Hans Merensky was born in 1871 in Botshabelo in the Transvaal. His father Alexander, a German, was an ethnographer interested in the scientific study of local African culture; he was also resident missionary in the area.

In 1882 the family returned to Germany where Merensky finished his schooling and then went to the State Academy of Mining in Berlin to study mining geology and engineering, and then took a doctorate in geology at the Royal Technical College of Charlottenburg. His course professor in Berlin remarked on Merensky’s sixth sense for ferreting out mineral deposits.

Following that he worked in the coal mines of Silesia before joining the Department of Mines in East Prussia. In 1904 Merensky returned to South Africa on sabbatical from the Department to do some geological field studies and it was here that he made the first of a suite of major mineral discoveries in southern Africa. Working in the Transvaal he discovered tin near Pretoria and then became associated with Premier Diamonds.

His growing reputation as a highly skilled and successful geologist led to a number of mandates from mining companies in South Africa. Following this success he resigned from his position with the Department of Mines back in Germany and settled permanently in South Africa, setting himself up as a geological consultant, a role that kept him busy.

In 1909 he was commissioned by De Beers to travel to South West Africa, then a German colony, to look at the prospects for diamonds there following the first discovery near Luderitz. Merensky correctly believed that the diamonds discovered came from the sea and predicted further substantial discoveries. For the next few years Merensky experienced a major downturn in his fortunes as he was made bankrupt by the economic depression of 1913 and then interned as an alien during the First World War.

During this period he was financially assisted by General Mining founder Sir George Albu and after the war his career resumed its upward path with a run of major mineral discoveries including the Namaqualand diamond fields in 1926 and two years before that the platinum reefs of the Bushveld, the main reef being named after Merensky.

Although following these discoveries Merensky bought a farm at Westphalia in the north of the Transvaal and began the next phase of his life as a farmer following sustainable techniques, he continued to do work as a consulting geologist and was involved in the discovery of the Orange Free State gold mines, the phosphates of Palabora and huge chrome deposits at Pietersberg. Indeed this run of world-class mineral deposits discovered by one man is probably unique in mining history. So is the fact that Merensky was not only a brilliant exploration geologist but also a dedicated environmentalist.

Merensky’s later life passion, his farm in the Transvaal, led to him investing in environmentally-sound practices covering agriculture, plantations and forestry, with a particular emphasis on soil erosion and water conservation. He never married so wrote his will in trust to benefit a large number of causes in South Africa over the years through the Hans Merensky Foundation.
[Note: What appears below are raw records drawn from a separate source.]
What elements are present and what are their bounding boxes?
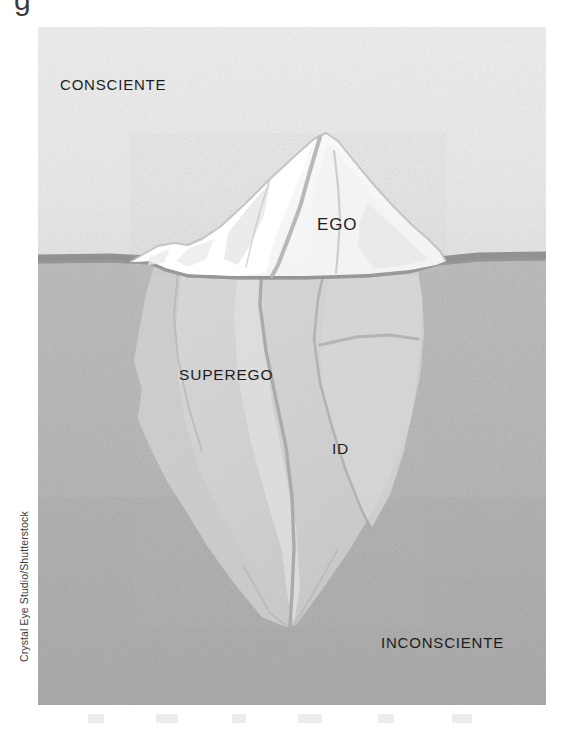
clipped-glyph-above-figure: g xyxy=(14,0,31,17)
label-ego: EGO xyxy=(317,215,357,234)
label-unconscious: INCONSCIENTE xyxy=(381,634,504,651)
caption-ghost xyxy=(60,714,530,723)
label-conscious: CONSCIENTE xyxy=(60,76,166,93)
label-superego: SUPEREGO xyxy=(179,366,273,383)
iceberg-diagram-svg: CONSCIENTE EGO SUPEREGO ID INCONSCIENTE xyxy=(38,27,546,705)
photo-credit: Crystal Eye Studio/Shutterstock xyxy=(18,462,30,662)
label-id: ID xyxy=(332,440,349,457)
iceberg-diagram-panel: CONSCIENTE EGO SUPEREGO ID INCONSCIENTE xyxy=(38,27,546,705)
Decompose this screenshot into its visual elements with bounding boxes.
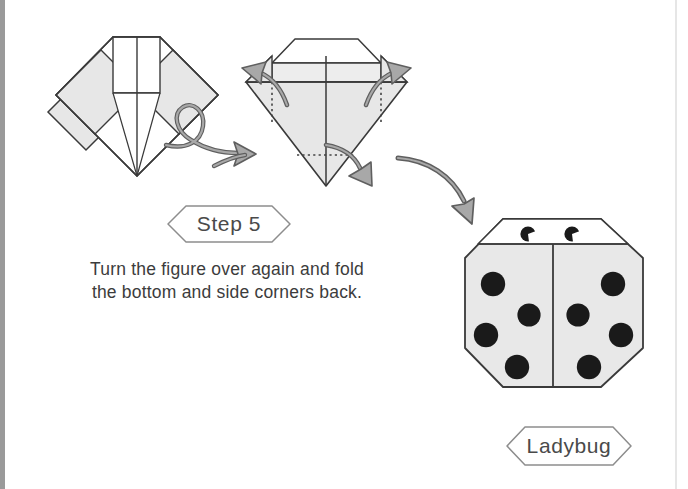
ladybug-spot [566, 303, 589, 326]
ladybug-spot [577, 355, 601, 379]
origami-instruction-page: Step 5 Turn the figure over again and fo… [0, 0, 688, 489]
ladybug-spot [517, 303, 540, 326]
step-banner: Step 5 [168, 206, 290, 242]
book-binding-edge [0, 0, 5, 489]
result-banner-label: Ladybug [527, 434, 612, 457]
instruction-line-1: Turn the figure over again and fold [90, 259, 364, 279]
ladybug-spot [474, 323, 498, 347]
ladybug-spot [481, 272, 505, 296]
result-banner: Ladybug [507, 427, 631, 465]
diagram-canvas: Step 5 Turn the figure over again and fo… [0, 0, 688, 489]
step-banner-label: Step 5 [197, 212, 261, 235]
instruction-line-2: the bottom and side corners back. [92, 282, 362, 302]
ladybug-spot [505, 355, 529, 379]
ladybug-head [478, 219, 628, 244]
ladybug-spot [601, 272, 625, 296]
ladybug-spot [609, 323, 633, 347]
origami-figure-ladybug [465, 219, 643, 387]
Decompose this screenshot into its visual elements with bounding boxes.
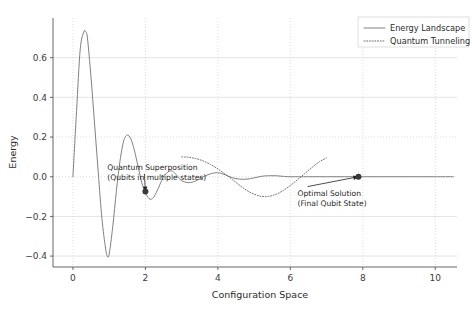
y-axis-tick-labels: −0.4−0.20.00.20.40.6 [25,53,47,261]
x-axis-tick-labels: 0246810 [70,273,441,283]
y-tick-label-5: 0.6 [33,53,48,63]
x-tick-label-3: 6 [287,273,293,283]
x-axis-title: Configuration Space [212,289,309,300]
annotation-quantum-superposition: Quantum Superposition(Qubits in multiple… [107,163,206,192]
y-tick-label-4: 0.4 [33,93,48,103]
x-tick-label-4: 8 [360,273,366,283]
marker-superposition-marker [142,189,148,195]
chart-figure: 0246810 −0.4−0.20.00.20.40.6 Quantum Sup… [0,0,472,309]
chart-legend[interactable]: Energy LandscapeQuantum Tunneling [358,17,470,47]
annotation-line-0: Quantum Superposition [107,163,197,172]
legend-label-1: Quantum Tunneling [390,36,470,46]
energy-landscape-chart: 0246810 −0.4−0.20.00.20.40.6 Quantum Sup… [0,0,472,309]
series-line-energy-landscape [73,30,453,257]
annotation-line-1: (Qubits in multiple states) [107,173,206,182]
gridlines [53,18,457,267]
x-tick-label-0: 0 [70,273,76,283]
annotation-line-1: (Final Qubit State) [298,199,367,208]
annotation-line-0: Optimal Solution [298,189,362,198]
x-tick-label-2: 4 [215,273,221,283]
y-tick-label-1: −0.2 [25,212,47,222]
annotation-optimal-solution: Optimal Solution(Final Qubit State) [298,175,367,207]
data-series-group [73,30,453,257]
axis-spines [53,18,457,267]
annotation-arrow-line [308,177,359,187]
annotations-group: Quantum Superposition(Qubits in multiple… [107,163,366,208]
x-tick-label-1: 2 [143,273,149,283]
legend-label-0: Energy Landscape [390,23,465,33]
marker-optimal-marker [355,174,361,180]
y-tick-label-0: −0.4 [25,251,47,261]
x-tick-label-5: 10 [430,273,442,283]
y-tick-label-2: 0.0 [33,172,48,182]
y-tick-label-3: 0.2 [33,132,47,142]
y-axis-title: Energy [7,135,18,169]
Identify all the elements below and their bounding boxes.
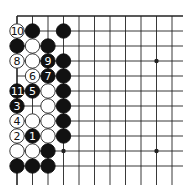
go-board-diagram: 1089671153421: [0, 0, 191, 185]
move-number-label: 3: [14, 100, 21, 113]
move-number-label: 8: [14, 55, 21, 68]
black-stone: [41, 159, 55, 173]
black-stone: 3: [10, 99, 24, 113]
white-stone: [25, 39, 39, 53]
black-stone: 5: [25, 84, 39, 98]
black-stone-icon: [41, 144, 55, 158]
star-point-icon: [154, 59, 158, 63]
black-stone-icon: [56, 69, 70, 83]
black-stone: 7: [41, 69, 55, 83]
move-number-label: 9: [45, 55, 52, 68]
black-stone: 9: [41, 54, 55, 68]
white-stone: [41, 129, 55, 143]
white-stone-icon: [41, 129, 55, 143]
black-stone: [56, 84, 70, 98]
black-stone-icon: [56, 129, 70, 143]
white-stone: [10, 144, 24, 158]
black-stone-icon: [10, 39, 24, 53]
star-point-icon: [61, 149, 65, 153]
black-stone-icon: [56, 114, 70, 128]
white-stone: 6: [25, 69, 39, 83]
black-stone: [25, 24, 39, 38]
black-stone: [25, 159, 39, 173]
black-stone: [56, 99, 70, 113]
black-stone: 11: [10, 84, 24, 98]
black-stone-icon: [56, 54, 70, 68]
move-number-label: 1: [29, 130, 36, 143]
black-stone-icon: [56, 84, 70, 98]
move-number-label: 5: [29, 85, 36, 98]
white-stone: 4: [10, 114, 24, 128]
black-stone: [56, 69, 70, 83]
go-board-svg: 1089671153421: [0, 0, 191, 185]
white-stone-icon: [10, 144, 24, 158]
black-stone: [56, 54, 70, 68]
move-number-label: 11: [11, 85, 23, 98]
white-stone: [41, 114, 55, 128]
black-stone: [10, 39, 24, 53]
white-stone-icon: [25, 114, 39, 128]
white-stone: [41, 99, 55, 113]
black-stone: [41, 39, 55, 53]
white-stone: [41, 84, 55, 98]
black-stone-icon: [41, 159, 55, 173]
move-number-label: 4: [14, 115, 21, 128]
white-stone: [25, 114, 39, 128]
white-stone-icon: [25, 39, 39, 53]
white-stone-icon: [41, 114, 55, 128]
black-stone: [41, 144, 55, 158]
star-point-icon: [154, 149, 158, 153]
black-stone: [56, 114, 70, 128]
move-number-label: 6: [29, 70, 36, 83]
move-number-label: 7: [45, 70, 52, 83]
black-stone-icon: [25, 159, 39, 173]
move-number-label: 10: [11, 25, 24, 38]
white-stone-icon: [25, 54, 39, 68]
white-stone: 8: [10, 54, 24, 68]
white-stone: [25, 144, 39, 158]
white-stone-icon: [41, 84, 55, 98]
grid-lines: [17, 16, 183, 185]
black-stone-icon: [41, 39, 55, 53]
black-stone-icon: [25, 24, 39, 38]
white-stone: 2: [10, 129, 24, 143]
black-stone-icon: [10, 159, 24, 173]
white-stone: [25, 54, 39, 68]
black-stone: [56, 129, 70, 143]
black-stone: [56, 24, 70, 38]
white-stone-icon: [25, 144, 39, 158]
black-stone-icon: [56, 24, 70, 38]
black-stone: 1: [25, 129, 39, 143]
black-stone-icon: [56, 99, 70, 113]
move-number-label: 2: [14, 130, 21, 143]
black-stone: [10, 159, 24, 173]
white-stone-icon: [41, 99, 55, 113]
white-stone: 10: [10, 24, 24, 38]
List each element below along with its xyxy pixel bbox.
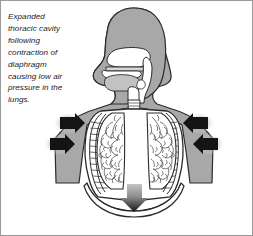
- diagram-caption: Expanded thoracic cavity following contr…: [8, 11, 80, 106]
- larynx: [128, 87, 139, 101]
- epiglottis-shape: [137, 80, 146, 89]
- right-lung: [147, 113, 176, 189]
- inhalation-diagram: Expanded thoracic cavity following contr…: [0, 0, 253, 236]
- hard-palate-shape: [106, 67, 149, 71]
- larynx-shape: [128, 87, 139, 101]
- hard-palate: [106, 67, 149, 71]
- left-lung: [97, 113, 125, 189]
- epiglottis: [137, 80, 146, 89]
- left-lung-shape: [97, 113, 125, 189]
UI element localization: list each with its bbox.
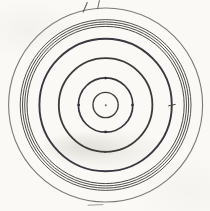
ticked-circle-south-dot (104, 131, 107, 134)
ticked-circle-west-dot (77, 104, 80, 107)
middle-circle-south-dot (104, 151, 106, 153)
center-point (105, 104, 107, 106)
scanned-paper-background (0, 0, 210, 211)
outer-top-hash-mark-2 (98, 1, 100, 9)
ticked-circle-north-dot (104, 77, 107, 80)
concentric-circles-drawing (0, 0, 210, 211)
bottom-stray-dash (88, 205, 103, 206)
ticked-circle-east-dot (131, 104, 134, 107)
heavy-circle-east-tick (169, 104, 176, 105)
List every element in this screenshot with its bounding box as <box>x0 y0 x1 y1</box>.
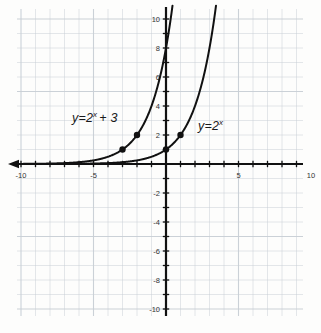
marked-point <box>177 132 183 138</box>
y-tick-label: -2 <box>153 189 160 198</box>
marked-point <box>134 132 140 138</box>
marked-point <box>119 146 125 152</box>
y-tick-label: 10 <box>152 15 160 24</box>
y-tick-label: 8 <box>156 44 160 53</box>
curve-2^(x+3) <box>17 6 173 164</box>
y-tick-label: -8 <box>153 276 160 285</box>
y-tick-label: -6 <box>153 247 160 256</box>
curve-label-right: y=2x <box>198 119 223 133</box>
marked-point <box>163 146 169 152</box>
curve-label-left-suffix: + 3 <box>99 111 117 125</box>
curve-label-left: y=2x+ 3 <box>72 111 118 125</box>
graph-figure: -10-5510-10-8-6-4-2246810 y=2x+ 3 y=2x <box>0 0 321 333</box>
curve-label-right-exponent: x <box>219 118 223 127</box>
x-tick-label: -10 <box>16 171 27 180</box>
y-tick-label: 2 <box>156 131 160 140</box>
curve-2^x <box>17 6 216 164</box>
curve-label-left-lhs: y=2 <box>72 111 93 125</box>
y-tick-label: -10 <box>149 305 160 314</box>
y-tick-label: -4 <box>153 218 160 227</box>
y-tick-label: 4 <box>156 102 160 111</box>
x-tick-label: 5 <box>236 171 240 180</box>
coordinate-plane-svg: -10-5510-10-8-6-4-2246810 <box>0 0 321 333</box>
x-tick-label: 10 <box>307 171 315 180</box>
curve-label-left-exponent: x <box>93 110 97 119</box>
curve-label-right-lhs: y=2 <box>198 119 219 133</box>
x-tick-label: -5 <box>90 171 97 180</box>
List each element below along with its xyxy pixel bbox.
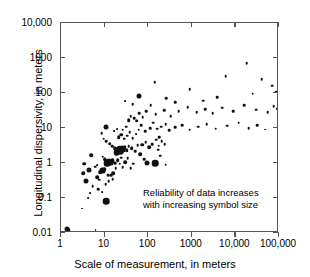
- data-point: [140, 124, 143, 127]
- x-tick-4: [234, 232, 235, 237]
- data-point: [130, 167, 133, 170]
- data-point: [152, 122, 155, 125]
- y-tick-right-1: [273, 197, 278, 198]
- data-point: [174, 101, 177, 104]
- y-tick-label-3: 10: [0, 122, 52, 133]
- figure-container: 110100100010,000100,0000.010.11101001000…: [0, 0, 310, 277]
- data-point: [100, 132, 103, 135]
- data-point: [202, 99, 205, 102]
- data-point: [135, 133, 137, 135]
- data-point: [163, 143, 166, 146]
- data-point: [186, 106, 189, 109]
- data-point: [97, 188, 100, 191]
- data-point: [84, 179, 89, 184]
- data-point: [87, 168, 92, 173]
- data-point: [165, 97, 168, 100]
- data-point: [101, 156, 104, 159]
- y-tick-label-6: 10,000: [0, 17, 52, 28]
- data-point: [168, 129, 171, 132]
- data-point: [145, 110, 148, 113]
- y-tick-3: [60, 127, 65, 128]
- data-point: [87, 197, 89, 199]
- data-point: [82, 162, 86, 166]
- y-tick-label-4: 100: [0, 87, 52, 98]
- data-point: [157, 145, 160, 148]
- data-point: [105, 140, 108, 143]
- data-point: [137, 144, 140, 147]
- data-point: [224, 75, 227, 78]
- data-point: [81, 171, 85, 175]
- x-tick-top-4: [234, 22, 235, 27]
- data-point: [157, 148, 160, 151]
- data-point: [91, 185, 94, 188]
- data-point: [120, 157, 123, 160]
- data-point: [119, 133, 123, 137]
- data-point: [150, 104, 153, 107]
- data-point: [164, 123, 167, 126]
- data-point: [95, 229, 97, 231]
- data-point: [131, 103, 134, 106]
- data-point: [211, 112, 214, 115]
- data-point: [245, 62, 248, 65]
- data-point: [137, 94, 142, 99]
- data-point: [116, 158, 120, 162]
- data-point: [260, 78, 263, 81]
- data-point: [189, 128, 192, 131]
- data-point: [116, 128, 118, 130]
- data-point: [140, 143, 144, 147]
- data-point: [137, 128, 140, 131]
- data-point: [152, 160, 159, 167]
- data-point: [144, 130, 147, 133]
- data-point: [112, 178, 115, 181]
- data-point: [147, 146, 151, 150]
- data-point: [104, 183, 107, 186]
- x-tick-top-3: [191, 22, 192, 27]
- y-tick-right-3: [273, 127, 278, 128]
- data-point: [103, 198, 110, 205]
- y-tick-right-5: [273, 57, 278, 58]
- y-tick-4: [60, 92, 65, 93]
- data-point: [271, 85, 274, 88]
- data-point: [102, 137, 105, 140]
- x-tick-label-4: 10,000: [219, 238, 250, 249]
- data-point: [276, 107, 277, 110]
- y-tick-1: [60, 197, 65, 198]
- data-point: [129, 131, 132, 134]
- y-tick-right-2: [273, 162, 278, 163]
- data-point: [272, 105, 275, 108]
- data-point: [96, 164, 98, 166]
- data-point: [158, 136, 161, 139]
- data-point: [94, 165, 97, 168]
- data-point: [204, 108, 207, 111]
- data-point: [134, 150, 137, 153]
- x-tick-label-3: 1000: [180, 238, 202, 249]
- y-tick-label-2: 1: [0, 157, 52, 168]
- data-point: [108, 142, 112, 146]
- data-point: [125, 149, 129, 153]
- reliability-annotation: Reliability of data increases with incre…: [143, 187, 259, 211]
- y-tick-right-6: [273, 22, 278, 23]
- data-point: [121, 128, 124, 131]
- data-point: [149, 127, 152, 130]
- data-point: [256, 124, 259, 127]
- x-tick-label-0: 1: [57, 238, 63, 249]
- data-point: [133, 117, 136, 120]
- data-point: [155, 139, 158, 142]
- data-point: [189, 88, 192, 91]
- x-tick-label-5: 100,000: [260, 238, 296, 249]
- data-point: [255, 109, 258, 112]
- y-axis-title: Longitudinal dispersivity, in meters: [32, 33, 44, 233]
- data-point: [132, 162, 135, 165]
- data-point: [81, 208, 83, 210]
- x-tick-top-2: [147, 22, 148, 27]
- annotation-line-1: Reliability of data increases: [143, 187, 259, 199]
- data-point: [197, 125, 200, 128]
- y-tick-right-4: [273, 92, 278, 93]
- data-point: [143, 158, 146, 161]
- data-point: [266, 111, 269, 114]
- data-point: [243, 104, 246, 107]
- data-point: [123, 137, 126, 140]
- x-tick-top-1: [104, 22, 105, 27]
- data-point: [114, 162, 117, 165]
- data-point: [164, 163, 167, 166]
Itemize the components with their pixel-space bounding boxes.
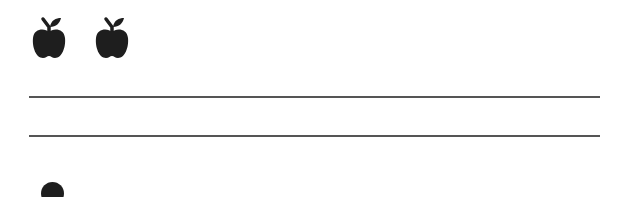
writing-line-top: [29, 96, 600, 98]
apple-icon: [32, 16, 66, 59]
circle-icon: [41, 182, 64, 197]
writing-line-bottom: [29, 135, 600, 137]
apple-icon: [95, 16, 129, 59]
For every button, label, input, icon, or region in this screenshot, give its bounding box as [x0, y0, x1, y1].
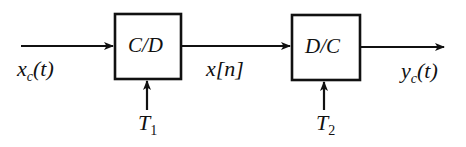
- input-signal-arg: (t): [33, 56, 54, 81]
- t1-base: T: [138, 110, 150, 135]
- middle-signal-base: x: [206, 56, 216, 81]
- t2-label: T2: [316, 110, 335, 139]
- middle-signal-label: x[n]: [206, 56, 244, 82]
- input-signal-base: x: [17, 56, 27, 81]
- t2-sub: 2: [328, 123, 335, 138]
- output-signal-arg: (t): [417, 58, 438, 83]
- t1-sub: 1: [150, 123, 157, 138]
- t1-label: T1: [138, 110, 157, 139]
- input-signal-label: xc(t): [17, 56, 54, 85]
- output-signal-base: y: [401, 58, 411, 83]
- t2-base: T: [316, 110, 328, 135]
- cd-block-label: C/D: [128, 33, 163, 58]
- output-signal-label: yc(t): [401, 58, 438, 87]
- block-diagram: C/D D/C xc(t) x[n] yc(t) T1 T2: [0, 0, 466, 147]
- dc-block-label: D/C: [305, 34, 340, 59]
- middle-signal-arg: [n]: [216, 56, 244, 81]
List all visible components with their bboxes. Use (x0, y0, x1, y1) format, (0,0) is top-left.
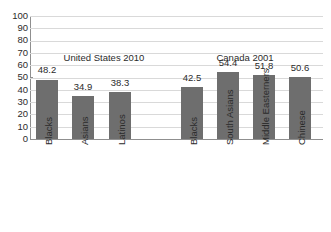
y-tick-label-60: 60 (2, 60, 28, 69)
y-tick-label-30: 30 (2, 97, 28, 106)
bar-chart: 100 90 80 70 60 50 40 30 20 10 0 United … (0, 0, 331, 232)
y-tick-label-10: 10 (2, 122, 28, 131)
bar-value-ca-chinese: 50.6 (281, 63, 319, 73)
category-label-us-latinos: Latinos (117, 114, 126, 145)
x-axis-baseline (30, 139, 323, 140)
bar-value-us-asians: 34.9 (64, 82, 102, 92)
y-tick-label-100: 100 (2, 11, 28, 20)
y-axis-tick-labels: 100 90 80 70 60 50 40 30 20 10 0 (0, 0, 28, 232)
y-tick-label-80: 80 (2, 35, 28, 44)
bar-value-ca-blacks: 42.5 (173, 73, 211, 83)
y-tick-label-20: 20 (2, 109, 28, 118)
y-tick-label-0: 0 (2, 134, 28, 143)
category-label-ca-chinese: Chinese (297, 110, 306, 145)
bar-value-us-latinos: 38.3 (101, 78, 139, 88)
gridline-80 (30, 41, 323, 42)
plot-area: United States 2010 Canada 2001 48.2 34.9… (30, 16, 323, 139)
y-tick-label-50: 50 (2, 72, 28, 81)
group-title-united-states: United States 2010 (44, 53, 164, 63)
category-label-ca-middle-easterners: Middle Easterners (261, 68, 270, 145)
category-label-us-blacks: Blacks (44, 117, 53, 145)
y-tick-label-90: 90 (2, 23, 28, 32)
category-label-us-asians: Asians (80, 116, 89, 145)
y-tick-label-70: 70 (2, 48, 28, 57)
bar-value-us-blacks: 48.2 (28, 65, 66, 75)
category-label-ca-blacks: Blacks (189, 117, 198, 145)
category-label-ca-south-asians: South Asians (225, 90, 234, 145)
y-tick-label-40: 40 (2, 85, 28, 94)
gridline-90 (30, 28, 323, 29)
gridline-100 (30, 16, 323, 17)
bar-value-ca-south-asians: 54.4 (209, 58, 247, 68)
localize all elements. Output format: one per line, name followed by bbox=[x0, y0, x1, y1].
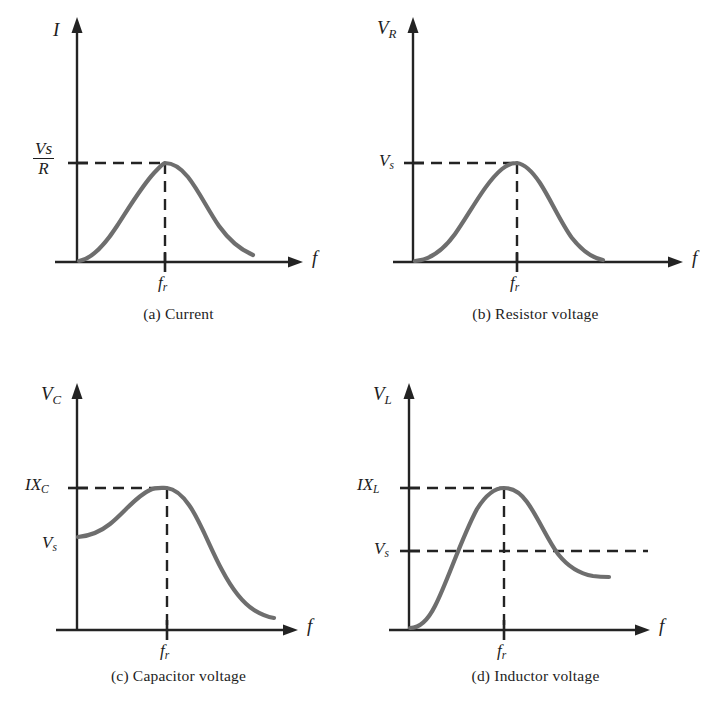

One of his earlier endowments was the Hans Merensky library in 1937 at the University of Pretoria. Other philanthropic causes included bursaries to students studying farming and mining. Today, 60 years after his death, the foundation has over 4000 employees and is one of the largest timber and fruit growers in South Africa with Merensky’s belief in sound sustainable cultivation still the driving philosophy – surely a fitting legacy for an outstanding life.